Thursday 23 October 2014

Patient Engagement – from theory to practice

Why is Patient Engagement so difficult?

I recently had the opportunity to ruminate on this when I took my son to see one of his specialists.

Background: My son is undiagnosed, but has been for long enough that I am practiced at seeing (very) many doctors. We are used to cataloguing symptoms, tracking weights, growth charts, getting referrals and such. As one of the founders and the chair of a rare disease organization, I am used to talking to health care providers in a non-clinical setting. I have been to this dance before and it is not new to me.

The doctor we went to was one with whom we have an excellent relationship – in fact a health care provider that truly believes in the value of patient and family knowledge. We were seeing a doctor that we see often, and one whose opinion we value.

This was a slam-dunk ePatient situation where I should have been at my most comfortable. Yet I wasn’t. After all these years, I still wasn’t. Why?

Patient engagement on behalf of my son is a high stakes game where if I do it wrong I’m not the one who pays. If I get the words wrong, if I fail to engage the health care provider, if my work as an advocate for him falls on deaf ears, then it is not me who pays. It is his health care that suffers. This is an extraordinary amount of pressure, and a pressure that I carry every day.

This particular visit was a high stakes game, for I carried with me new knowledge. I was excited because I believed I was bringing something new to the table that had the possibility to bring us to a new chapter in his diagnostic journey. It was important that I was seen as an equal in his medical team. I brought information that needed to be acknowledged as having equal weight as any being brought from any of his other health care providers.

I’m realizing that despite the great relationship that I have with this doctor, my every interaction is still coloured by every other interaction I have had with other health care providers that have not gone as well. I carry with me all those dismissive, patronizing and rude interactions. A lifetime of not being treated like an equal has stayed with me and remains difficult to shake.

Part of this journey in caregiving for my son is also the responsibility to teach him how to engage with his health care team. As I am advocating for him, I hope that I’m teaching him how to take his place at this table as an equal. He ultimately needs to learn how to (courteously) demand his role the health care team. He needs to take responsibility for his own health care journey.
So, to summarize, these were my very practical ePatient goals for this last appointment:
  • succinctly and accurately go over the patterns that my family had noticed over the past several months
  • back-track those patterns to the last several years
  • check our assumptions & communicate our theory about what that means to his diagnostic journey without coming across as self-diagnosing
  • communicate our wishes for the next steps in terms of health care expectations
  • listen/integrate the doctor’s expertise about how to use that information
  • model for my son how to do all this as a strong advocate
Imagine this was a specialist who was not necessarily open to an equal dialogue.
Imagine I was someone less comfortable or practiced with advocating.
Imagine English wasn’t my first language.

Even with every advantage it was a situation fraught with fear, uncertainty and a history of an imperfect system.
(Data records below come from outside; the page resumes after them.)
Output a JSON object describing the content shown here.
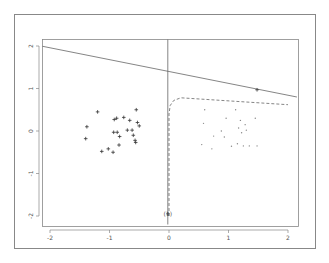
{
  "chart_data": {
    "type": "scatter",
    "title": "",
    "xlabel": "",
    "ylabel": "",
    "xlim": [
      -2.15,
      2.15
    ],
    "ylim": [
      -2.2,
      2.2
    ],
    "grid": false,
    "legend": null,
    "x_ticks": [
      -2,
      -1,
      0,
      1,
      2
    ],
    "x_tick_labels": [
      "-2",
      "-1",
      "0",
      "1",
      "2"
    ],
    "y_ticks": [
      -2,
      -1,
      0,
      1,
      2
    ],
    "y_tick_labels": [
      "-2",
      "-1",
      "0",
      "1",
      "2"
    ],
    "series": [
      {
        "name": "class-1",
        "marker": "plus",
        "color": "#333333",
        "points": [
          [
            -1.2,
            0.45
          ],
          [
            -1.38,
            0.1
          ],
          [
            -1.4,
            -0.18
          ],
          [
            -0.92,
            0.27
          ],
          [
            -0.88,
            0.3
          ],
          [
            -0.76,
            0.32
          ],
          [
            -0.66,
            0.25
          ],
          [
            -0.55,
            0.5
          ],
          [
            -0.53,
            0.2
          ],
          [
            -0.5,
            0.12
          ],
          [
            -0.93,
            -0.03
          ],
          [
            -0.87,
            -0.03
          ],
          [
            -0.83,
            -0.13
          ],
          [
            -0.7,
            0.02
          ],
          [
            -0.62,
            0.02
          ],
          [
            -0.6,
            -0.1
          ],
          [
            -0.57,
            -0.22
          ],
          [
            -0.56,
            -0.27
          ],
          [
            -1.13,
            -0.48
          ],
          [
            -1.02,
            -0.42
          ],
          [
            -0.94,
            -0.5
          ],
          [
            -0.84,
            -0.33
          ]
        ]
      },
      {
        "name": "class-2",
        "marker": "dot",
        "color": "#888888",
        "points": [
          [
            0.6,
            0.5
          ],
          [
            0.58,
            0.18
          ],
          [
            0.55,
            -0.32
          ],
          [
            0.72,
            -0.42
          ],
          [
            0.96,
            0.3
          ],
          [
            0.88,
            0.0
          ],
          [
            0.93,
            -0.14
          ],
          [
            1.12,
            0.5
          ],
          [
            1.2,
            0.25
          ],
          [
            1.17,
            0.07
          ],
          [
            1.22,
            -0.04
          ],
          [
            1.28,
            0.15
          ],
          [
            1.3,
            0.02
          ],
          [
            1.35,
            -0.35
          ],
          [
            1.25,
            -0.35
          ],
          [
            1.15,
            -0.3
          ],
          [
            1.05,
            -0.36
          ],
          [
            0.75,
            -0.12
          ],
          [
            1.45,
            0.3
          ],
          [
            1.48,
            -0.35
          ]
        ]
      },
      {
        "name": "special-points",
        "marker": "plus",
        "color": "#333333",
        "points": [
          [
            1.48,
            0.97
          ],
          [
            -0.02,
            -1.95
          ]
        ]
      }
    ],
    "lines": [
      {
        "name": "solid-boundary",
        "style": "solid",
        "color": "#666666",
        "points": [
          [
            -2.15,
            2.0
          ],
          [
            2.15,
            0.8
          ]
        ]
      },
      {
        "name": "dashed-boundary",
        "style": "dashed",
        "color": "#888888",
        "points": [
          [
            0.0,
            -2.0
          ],
          [
            0.0,
            0.4
          ],
          [
            0.02,
            0.6
          ],
          [
            0.08,
            0.72
          ],
          [
            0.2,
            0.78
          ],
          [
            2.0,
            0.62
          ]
        ]
      },
      {
        "name": "vertical-line",
        "style": "solid",
        "color": "#666666",
        "points": [
          [
            -0.02,
            2.2
          ],
          [
            -0.02,
            -2.2
          ]
        ]
      }
    ],
    "annotations": [
      {
        "text": "(1)",
        "x": -0.02,
        "y": -1.95
      }
    ]
  }
}
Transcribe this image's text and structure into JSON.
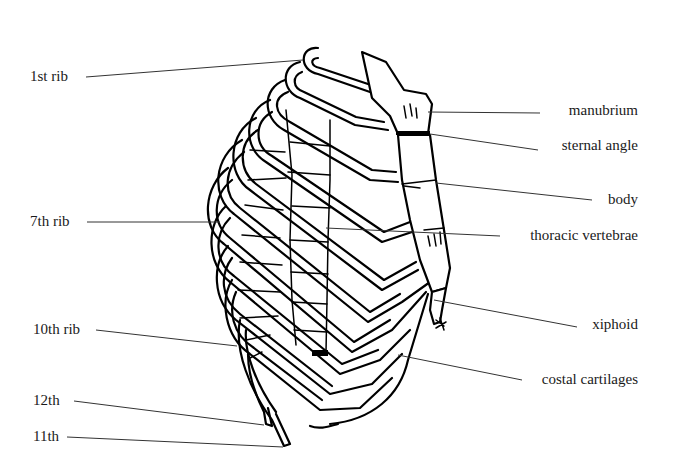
{
  "diagram": {
    "colors": {
      "background": "#ffffff",
      "ink": "#000000",
      "leader": "#333333"
    },
    "labels_left": [
      {
        "id": "1st-rib",
        "text": "1st rib",
        "x": 30,
        "y": 81,
        "line": [
          86,
          77,
          303,
          60
        ]
      },
      {
        "id": "7th-rib",
        "text": "7th rib",
        "x": 30,
        "y": 226,
        "line": [
          87,
          222,
          220,
          222
        ]
      },
      {
        "id": "10th-rib",
        "text": "10th rib",
        "x": 33,
        "y": 334,
        "line": [
          96,
          330,
          237,
          346
        ]
      },
      {
        "id": "12th-rib",
        "text": "12th",
        "x": 33,
        "y": 405,
        "line": [
          74,
          401,
          264,
          425
        ]
      },
      {
        "id": "11th-rib",
        "text": "11th",
        "x": 33,
        "y": 441,
        "line": [
          67,
          437,
          283,
          447
        ]
      }
    ],
    "labels_right": [
      {
        "id": "manubrium",
        "text": "manubrium",
        "x": 638,
        "y": 115,
        "line": [
          428,
          112,
          540,
          113
        ]
      },
      {
        "id": "sternal-angle",
        "text": "sternal angle",
        "x": 638,
        "y": 150,
        "line": [
          430,
          134,
          538,
          150
        ]
      },
      {
        "id": "body",
        "text": "body",
        "x": 638,
        "y": 204,
        "line": [
          436,
          183,
          592,
          200
        ]
      },
      {
        "id": "thoracic-vertebrae",
        "text": "thoracic vertebrae",
        "x": 638,
        "y": 240,
        "line": [
          326,
          228,
          500,
          236
        ]
      },
      {
        "id": "xiphoid",
        "text": "xiphoid",
        "x": 638,
        "y": 329,
        "line": [
          434,
          300,
          577,
          327
        ]
      },
      {
        "id": "costal-cartilages",
        "text": "costal cartilages",
        "x": 638,
        "y": 384,
        "line": [
          398,
          355,
          522,
          380
        ]
      }
    ]
  }
}
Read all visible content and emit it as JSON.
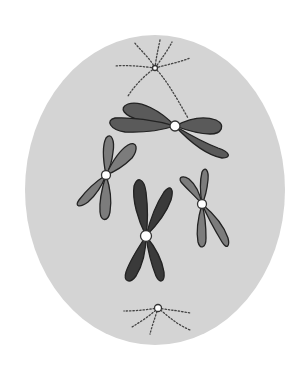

A situation where a foot stepped in the wrong place could have dire consequences.

And that is why putting theory into practice is not a smooth transition. We can talk all we want about how things should go. We can go armed into an appointment with lists, and notepads, and intent to be equals. But all that can be derailed so easily by patronizing attitudes, a system that wants patients to fit in its boxes, by intimidation and fear.

A systemic change needs to happen where equality in the doctor’s office is the norm, not the exception, and has been so from day one. I am hoping that my son’s experience with a lifetime as an engaged patient will make this all easier for him. That he won’t carry the same baggage into these conversations. I guess we will have to wait and see how that turns out for him.

Oh, and as for that appointment. It went really well. It went really well because our doctor listened and because we spoke. I later realized that in my emotional state, I was not clear about all of our information. Happily, I was able to email his doctor to clarify what we had observed. Our channels of communication let us dialogue out a plan and we are moving forward. We still don’t have any answers, but at least we have a plan. And that’s something, anyway.